**Source records:**

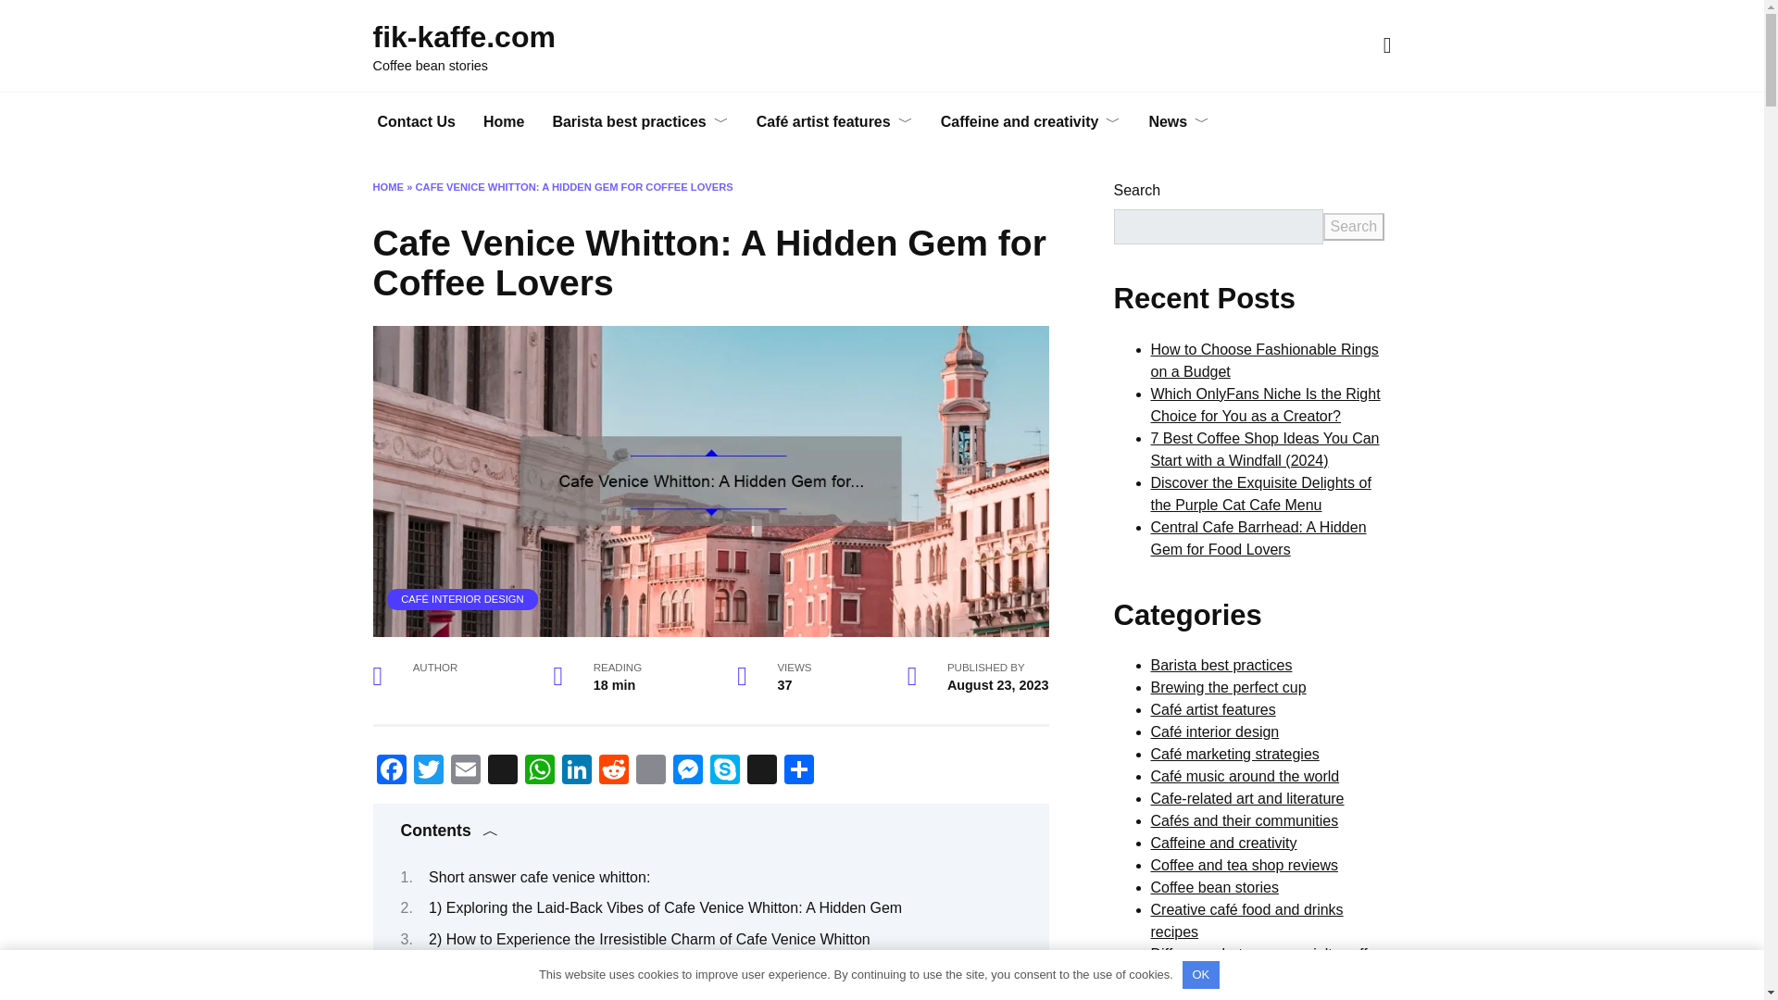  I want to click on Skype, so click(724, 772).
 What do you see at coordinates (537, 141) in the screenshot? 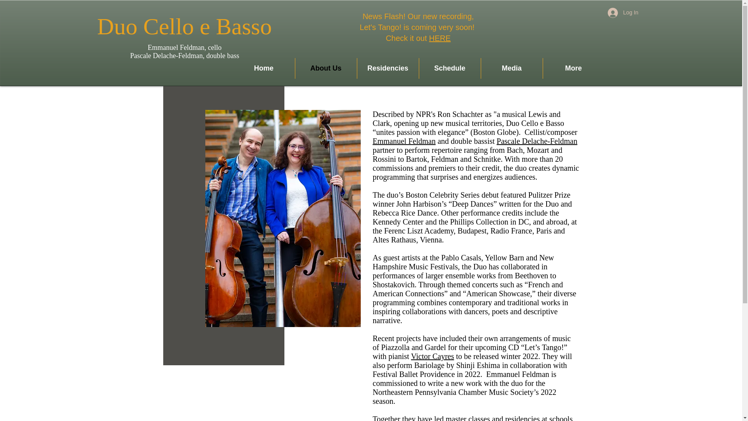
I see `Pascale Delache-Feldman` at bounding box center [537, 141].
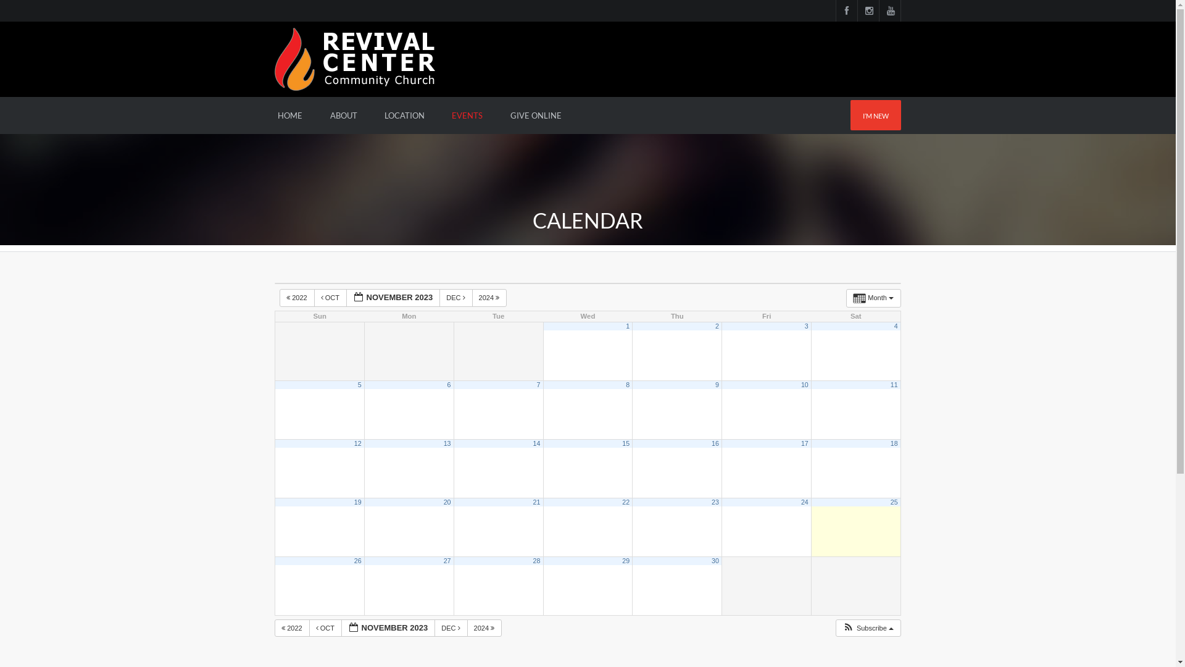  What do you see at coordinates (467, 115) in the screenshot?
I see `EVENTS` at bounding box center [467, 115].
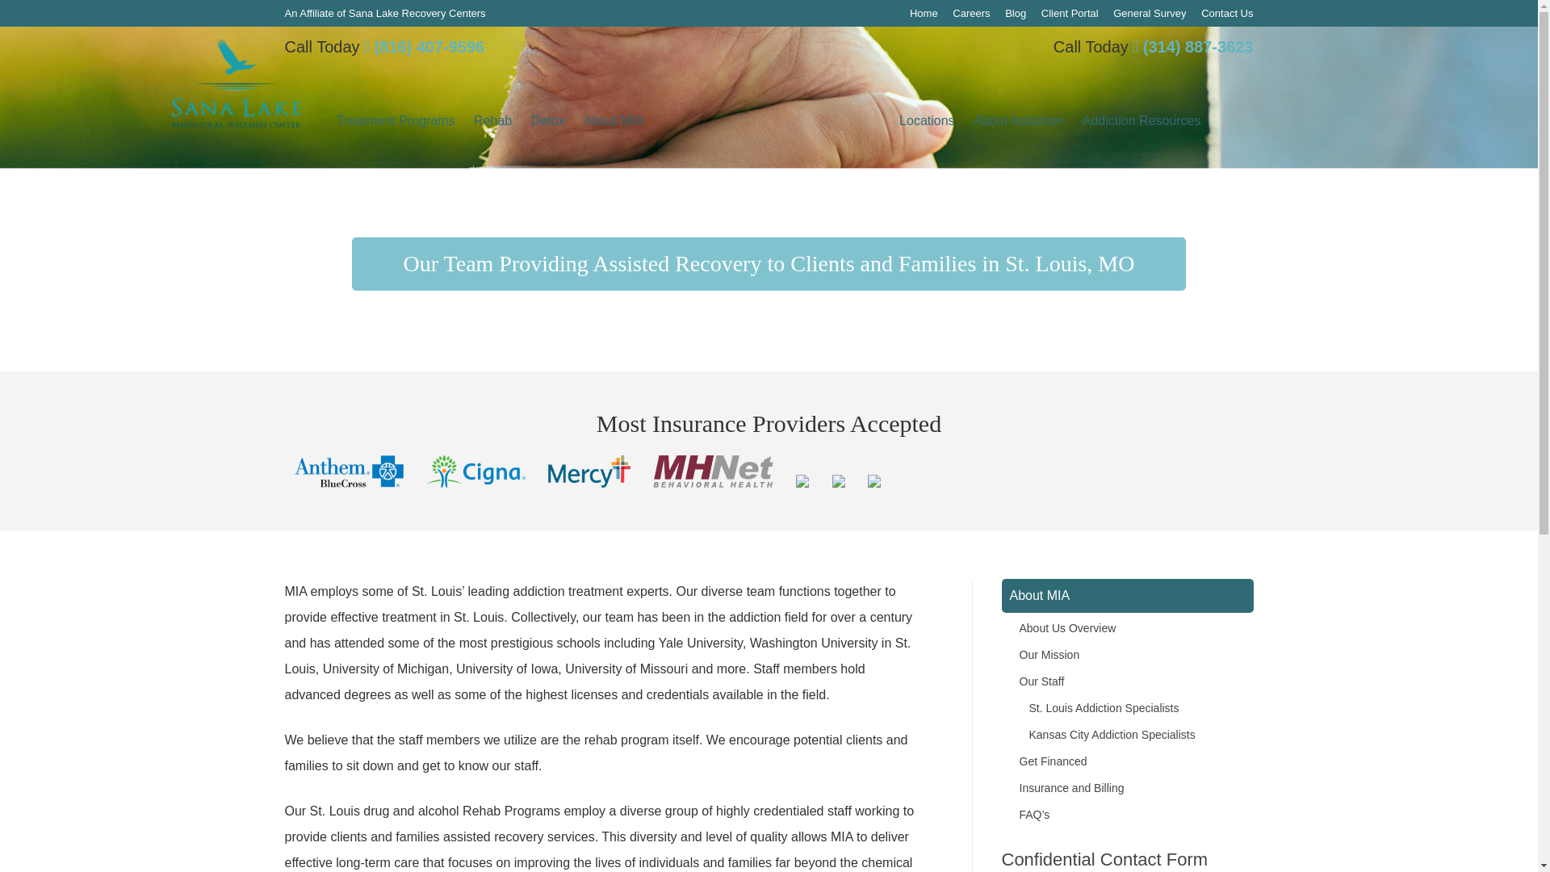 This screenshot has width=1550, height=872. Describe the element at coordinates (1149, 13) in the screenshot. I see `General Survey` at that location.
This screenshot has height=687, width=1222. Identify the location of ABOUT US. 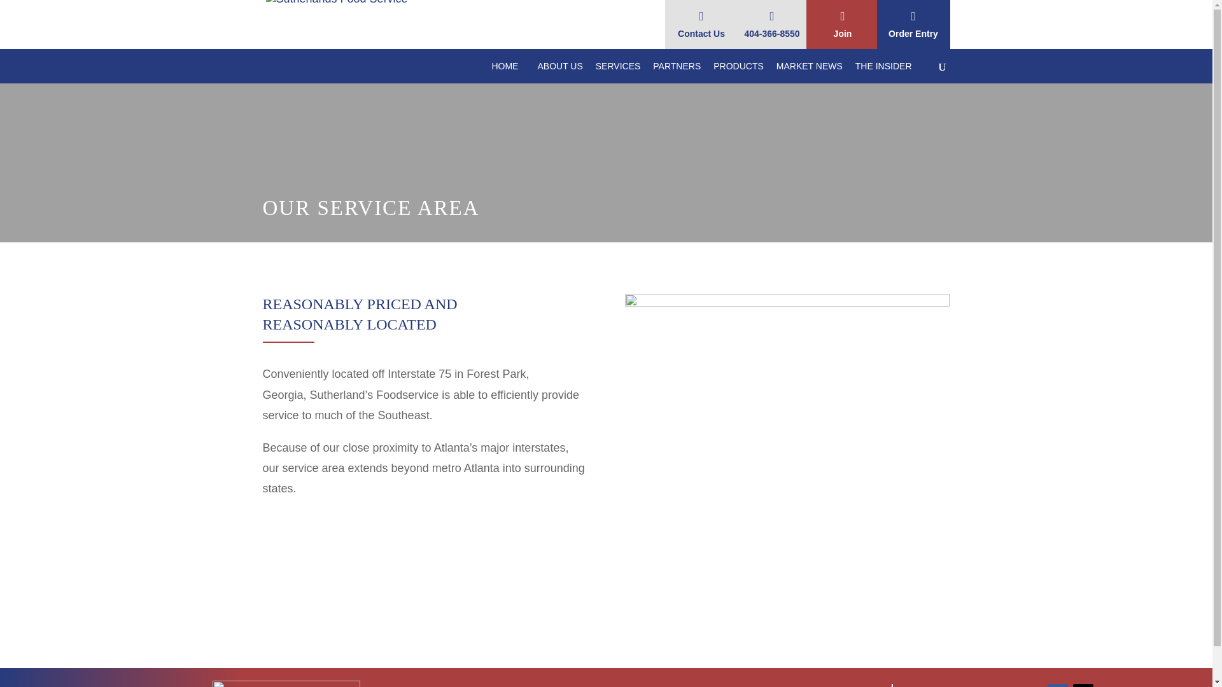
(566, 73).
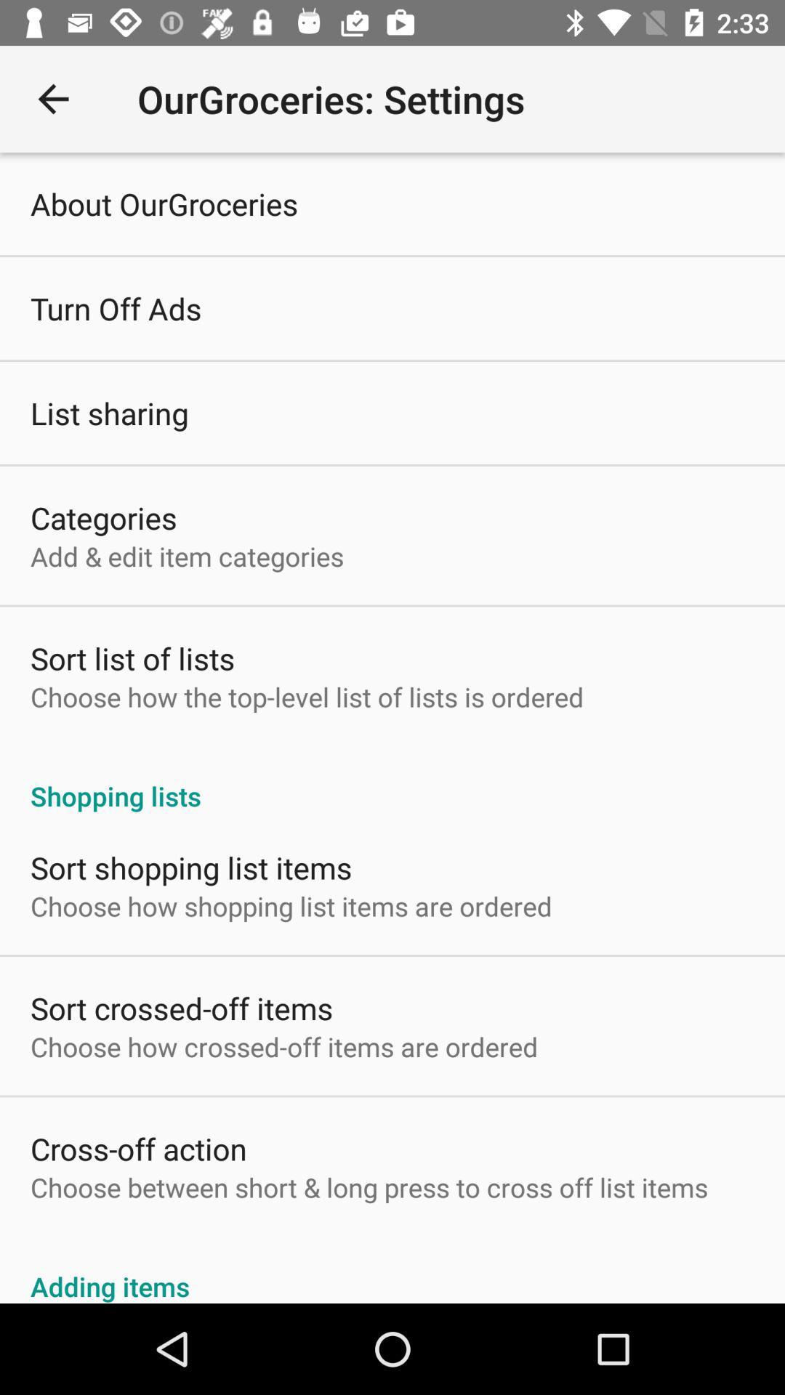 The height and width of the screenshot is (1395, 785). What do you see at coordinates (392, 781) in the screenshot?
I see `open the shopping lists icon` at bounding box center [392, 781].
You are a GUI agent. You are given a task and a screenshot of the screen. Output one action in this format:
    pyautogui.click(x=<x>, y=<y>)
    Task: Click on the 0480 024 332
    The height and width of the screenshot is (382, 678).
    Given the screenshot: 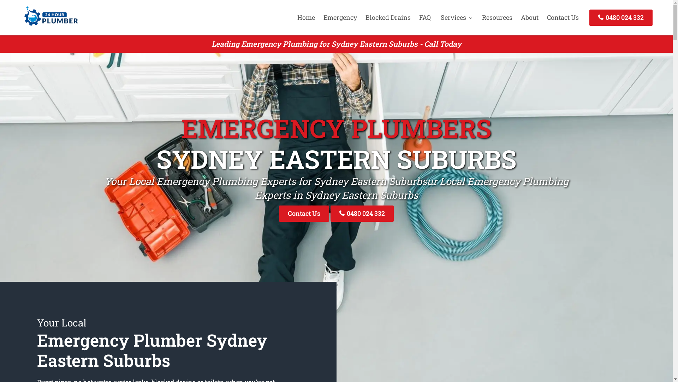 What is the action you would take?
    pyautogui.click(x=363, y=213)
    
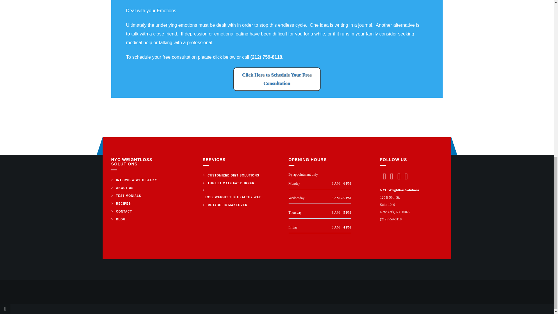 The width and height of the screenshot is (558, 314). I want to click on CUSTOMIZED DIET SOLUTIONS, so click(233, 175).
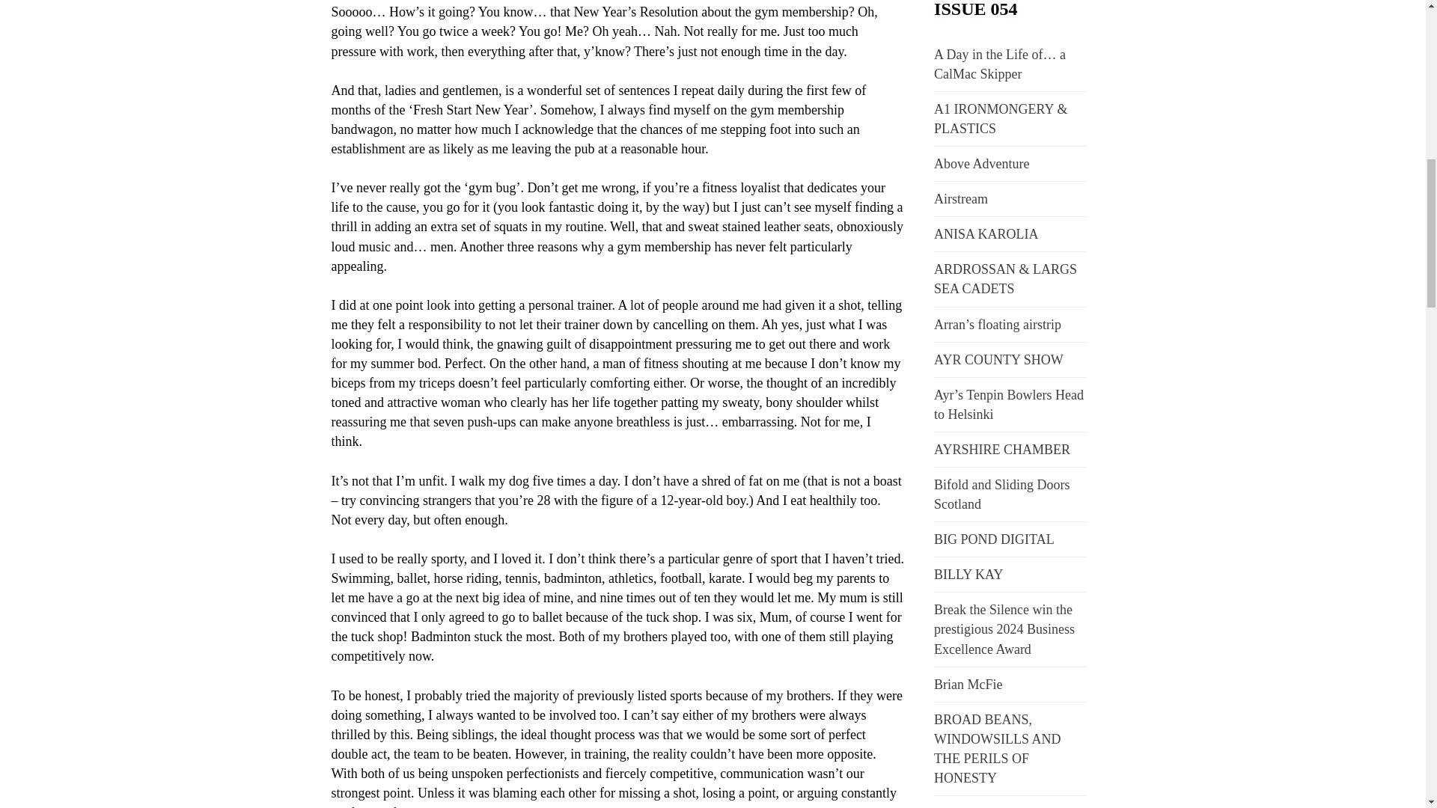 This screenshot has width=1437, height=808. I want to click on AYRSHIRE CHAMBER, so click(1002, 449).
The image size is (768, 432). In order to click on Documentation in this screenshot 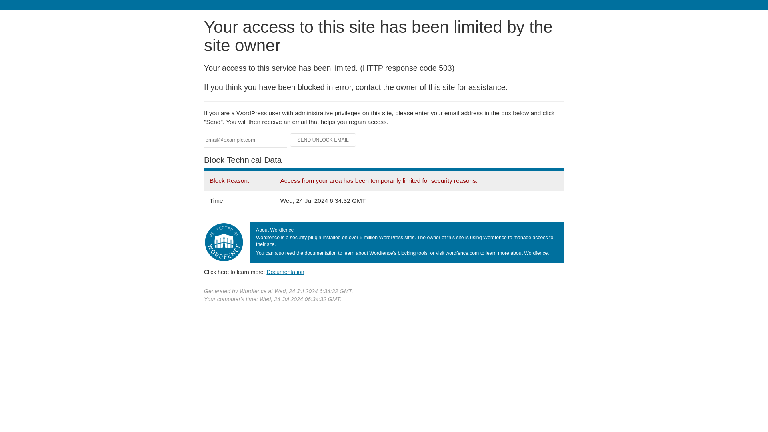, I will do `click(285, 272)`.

**The task:**
From the entries above, return exactly the line containing "Task: Click on the 0480 024 332", the line containing "The height and width of the screenshot is (382, 678).", and all lines between, and nothing else.

**Exercise output:**
    Task: Click on the 0480 024 332
    The height and width of the screenshot is (382, 678).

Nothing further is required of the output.